Lennon was right, says ‘Mother’ Frank Zappa

By Hugh Nolan

Disc And Music Echo, September 30, 1967


POP music is the real religion of young people today. John Lennon was right the first time when he said the Beatles were bigger than Jesus Christ, he should never have retracted the statement.

Or so, anyway, says Frank Zappa, for the last two years leader of America’s notorious Mothers of Invention, in London last week for the group’s first and only concert here on Saturday.

Four days before the concert Zappa plus about 15 assorted Mothers, camp followers and Suzy Creamcheeses ensconced themselves in Kensington’s exclusive Royal Garden Hotel and announced his readiness to join battle with the British press.

Like Bob Dylan on his last visit to London, however, Mr. Zappa is in the process of making a movie – presumably about the visit – and so anyone, from journalists to room service waiters bearing a tray of Coca Cola and ice, who knocked on the door of suite 315 became a part of the movie.

Yells

Interviews were conducted with Mr. Zappa lying on his bed beside the present Miss Suzy Creamheese surrounded by various anonymous friends or followers, to the sound of the clicking of a tape recorder, the whirring of the movie-camera held some six inches from the interviewer’s face plus assorted crashes, yells and screams from a TV film Mothers’ manager was watching in the next room.

And . . . Zappa, extra-long-haired, moustachioed, bearded, dressed in old shirt and trousers held up with braces, expounded . . . on the Mothers:

“Selling records is a by-product of what we’re doing. We’re there to help out – sort of like singing social workers.

“No radio station in the States will play our records – they just pretend we don’t exist. This month we’ve got big articles in six major American magazines but still radio ignores us. And while radio rejects us completely TV stations are twice as careful about us.

“But with no exposure whatsoever we’ve sold over 250,000 albums in America. It’s kinda embarrassing.

“The radio stations have been ignoring our records for so long that pretty soon we’re going to stop putting out single records altogether and really upset them!”

♦ Zappa on the hippies:

“Flowerpower? It sucks! It‘s a lie – all those flower children would be better off staying at home. They put on their bells and their coloured clothes and talk about how they love everyone but they don’t really mean it. They go to a love-in and then they go home and talk about who was at the love-in and who wasn’t.

Mars

♦ Zappa on Britain:

“It’s very interesting – it’s a completely different scene to the States. Kinda like Mars. So I’ve been doing a lot of research before deciding what sort of stage act to put on. What kind of research? Just talking to people.”

♦ Zappa on the Mothers’ new single, “Big Leg Emma”:

“We put out two singles in the States which I thought were making it big and I thought ‘I could make a record like that in ten minutes.’ So I did.

♦ Zappa on Zappa:

“I used to have a recording studio, which turned out two million selling records – ‘Wipe-out’ by the Surfaris and ‘Pipeline’ by the Chantays. But I didn’t endorse the product.

“I’ve played guitar since I was 18. I worked in a lot of bands, playing cocktail lounges and Go-Go bars in South California for five to 12 dollars a night. I used to have a short, combed-back hair and wore a white tuxedo with a starched shirt and bow-tie and sat on a stool. We used to pretend we were a human jukebox.”

♦ Zappa on the Mothers’ success:

“I think a lot of the people who buy our records must be mental! But really we must be a success because we’re the opposite extreme of flowerpower.”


» Work item: Retyping the records exactly is the whole task.

------------------------------------------------------------------------

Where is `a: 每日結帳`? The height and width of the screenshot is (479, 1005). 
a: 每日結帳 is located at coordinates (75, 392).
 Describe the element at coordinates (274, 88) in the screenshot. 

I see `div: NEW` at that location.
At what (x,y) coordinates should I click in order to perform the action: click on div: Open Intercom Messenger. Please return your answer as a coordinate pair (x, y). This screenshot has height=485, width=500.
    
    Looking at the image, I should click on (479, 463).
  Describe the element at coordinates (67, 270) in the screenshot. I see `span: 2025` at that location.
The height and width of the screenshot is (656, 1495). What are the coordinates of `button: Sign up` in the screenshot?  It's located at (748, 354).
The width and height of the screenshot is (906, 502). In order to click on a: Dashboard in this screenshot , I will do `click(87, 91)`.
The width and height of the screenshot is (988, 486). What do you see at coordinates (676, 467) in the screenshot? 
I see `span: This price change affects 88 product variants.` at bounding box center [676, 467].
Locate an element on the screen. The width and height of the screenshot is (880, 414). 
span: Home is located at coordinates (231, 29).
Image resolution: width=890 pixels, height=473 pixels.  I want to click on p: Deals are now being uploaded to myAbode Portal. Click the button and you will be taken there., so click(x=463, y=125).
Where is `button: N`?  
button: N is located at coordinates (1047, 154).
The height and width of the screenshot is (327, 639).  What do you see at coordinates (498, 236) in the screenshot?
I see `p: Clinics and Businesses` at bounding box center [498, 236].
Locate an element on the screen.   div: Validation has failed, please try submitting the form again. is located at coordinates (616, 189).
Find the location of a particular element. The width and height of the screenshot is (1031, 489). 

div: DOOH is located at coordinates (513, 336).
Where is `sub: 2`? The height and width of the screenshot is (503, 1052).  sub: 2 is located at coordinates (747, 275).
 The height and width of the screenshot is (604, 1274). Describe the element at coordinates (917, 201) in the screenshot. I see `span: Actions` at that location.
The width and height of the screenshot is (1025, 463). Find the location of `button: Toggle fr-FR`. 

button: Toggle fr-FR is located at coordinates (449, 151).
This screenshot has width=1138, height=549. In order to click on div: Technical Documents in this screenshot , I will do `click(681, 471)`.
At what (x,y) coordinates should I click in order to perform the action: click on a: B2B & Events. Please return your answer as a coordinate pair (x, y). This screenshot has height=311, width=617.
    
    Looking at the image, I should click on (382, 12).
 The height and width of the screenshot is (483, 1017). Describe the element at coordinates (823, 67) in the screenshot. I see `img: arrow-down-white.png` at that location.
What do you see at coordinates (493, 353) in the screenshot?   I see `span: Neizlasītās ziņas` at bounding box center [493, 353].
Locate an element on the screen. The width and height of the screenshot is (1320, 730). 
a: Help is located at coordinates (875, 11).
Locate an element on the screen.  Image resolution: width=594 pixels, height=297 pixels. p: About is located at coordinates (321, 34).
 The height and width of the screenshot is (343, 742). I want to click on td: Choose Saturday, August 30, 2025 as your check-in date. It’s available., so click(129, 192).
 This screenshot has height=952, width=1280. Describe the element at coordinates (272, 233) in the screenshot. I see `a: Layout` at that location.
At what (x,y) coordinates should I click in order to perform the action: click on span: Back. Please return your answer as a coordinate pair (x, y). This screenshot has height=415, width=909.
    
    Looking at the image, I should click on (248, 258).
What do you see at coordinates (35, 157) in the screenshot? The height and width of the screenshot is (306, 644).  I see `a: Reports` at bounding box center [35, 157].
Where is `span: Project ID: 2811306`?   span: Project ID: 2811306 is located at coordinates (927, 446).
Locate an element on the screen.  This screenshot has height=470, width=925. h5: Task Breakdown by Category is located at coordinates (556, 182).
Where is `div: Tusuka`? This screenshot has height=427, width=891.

------------------------------------------------------------------------

» Answer for the task:
Where is `a: 每日結帳`? The height and width of the screenshot is (479, 1005). 
a: 每日結帳 is located at coordinates (75, 392).
 Describe the element at coordinates (274, 88) in the screenshot. 

I see `div: NEW` at that location.
At what (x,y) coordinates should I click in order to perform the action: click on div: Open Intercom Messenger. Please return your answer as a coordinate pair (x, y). This screenshot has height=485, width=500.
    
    Looking at the image, I should click on (479, 463).
  Describe the element at coordinates (67, 270) in the screenshot. I see `span: 2025` at that location.
The height and width of the screenshot is (656, 1495). What are the coordinates of `button: Sign up` in the screenshot?  It's located at (748, 354).
The width and height of the screenshot is (906, 502). In order to click on a: Dashboard in this screenshot , I will do `click(87, 91)`.
The width and height of the screenshot is (988, 486). What do you see at coordinates (676, 467) in the screenshot? 
I see `span: This price change affects 88 product variants.` at bounding box center [676, 467].
Locate an element on the screen. The width and height of the screenshot is (880, 414). 
span: Home is located at coordinates (231, 29).
Image resolution: width=890 pixels, height=473 pixels.  I want to click on p: Deals are now being uploaded to myAbode Portal. Click the button and you will be taken there., so click(x=463, y=125).
Where is `button: N`?  
button: N is located at coordinates (1047, 154).
The height and width of the screenshot is (327, 639).  What do you see at coordinates (498, 236) in the screenshot?
I see `p: Clinics and Businesses` at bounding box center [498, 236].
Locate an element on the screen.   div: Validation has failed, please try submitting the form again. is located at coordinates (616, 189).
Find the location of a particular element. The width and height of the screenshot is (1031, 489). 

div: DOOH is located at coordinates (513, 336).
Where is `sub: 2`? The height and width of the screenshot is (503, 1052).  sub: 2 is located at coordinates (747, 275).
 The height and width of the screenshot is (604, 1274). Describe the element at coordinates (917, 201) in the screenshot. I see `span: Actions` at that location.
The width and height of the screenshot is (1025, 463). Find the location of `button: Toggle fr-FR`. 

button: Toggle fr-FR is located at coordinates (449, 151).
This screenshot has width=1138, height=549. In order to click on div: Technical Documents in this screenshot , I will do `click(681, 471)`.
At what (x,y) coordinates should I click in order to perform the action: click on a: B2B & Events. Please return your answer as a coordinate pair (x, y). This screenshot has height=311, width=617.
    
    Looking at the image, I should click on (382, 12).
 The height and width of the screenshot is (483, 1017). Describe the element at coordinates (823, 67) in the screenshot. I see `img: arrow-down-white.png` at that location.
What do you see at coordinates (493, 353) in the screenshot?   I see `span: Neizlasītās ziņas` at bounding box center [493, 353].
Locate an element on the screen. The width and height of the screenshot is (1320, 730). 
a: Help is located at coordinates (875, 11).
Locate an element on the screen.  Image resolution: width=594 pixels, height=297 pixels. p: About is located at coordinates (321, 34).
 The height and width of the screenshot is (343, 742). I want to click on td: Choose Saturday, August 30, 2025 as your check-in date. It’s available., so click(129, 192).
 This screenshot has height=952, width=1280. Describe the element at coordinates (272, 233) in the screenshot. I see `a: Layout` at that location.
At what (x,y) coordinates should I click in order to perform the action: click on span: Back. Please return your answer as a coordinate pair (x, y). This screenshot has height=415, width=909.
    
    Looking at the image, I should click on (248, 258).
What do you see at coordinates (35, 157) in the screenshot? The height and width of the screenshot is (306, 644).  I see `a: Reports` at bounding box center [35, 157].
Where is `span: Project ID: 2811306`?   span: Project ID: 2811306 is located at coordinates (927, 446).
Locate an element on the screen.  This screenshot has height=470, width=925. h5: Task Breakdown by Category is located at coordinates (556, 182).
Where is `div: Tusuka`? This screenshot has height=427, width=891.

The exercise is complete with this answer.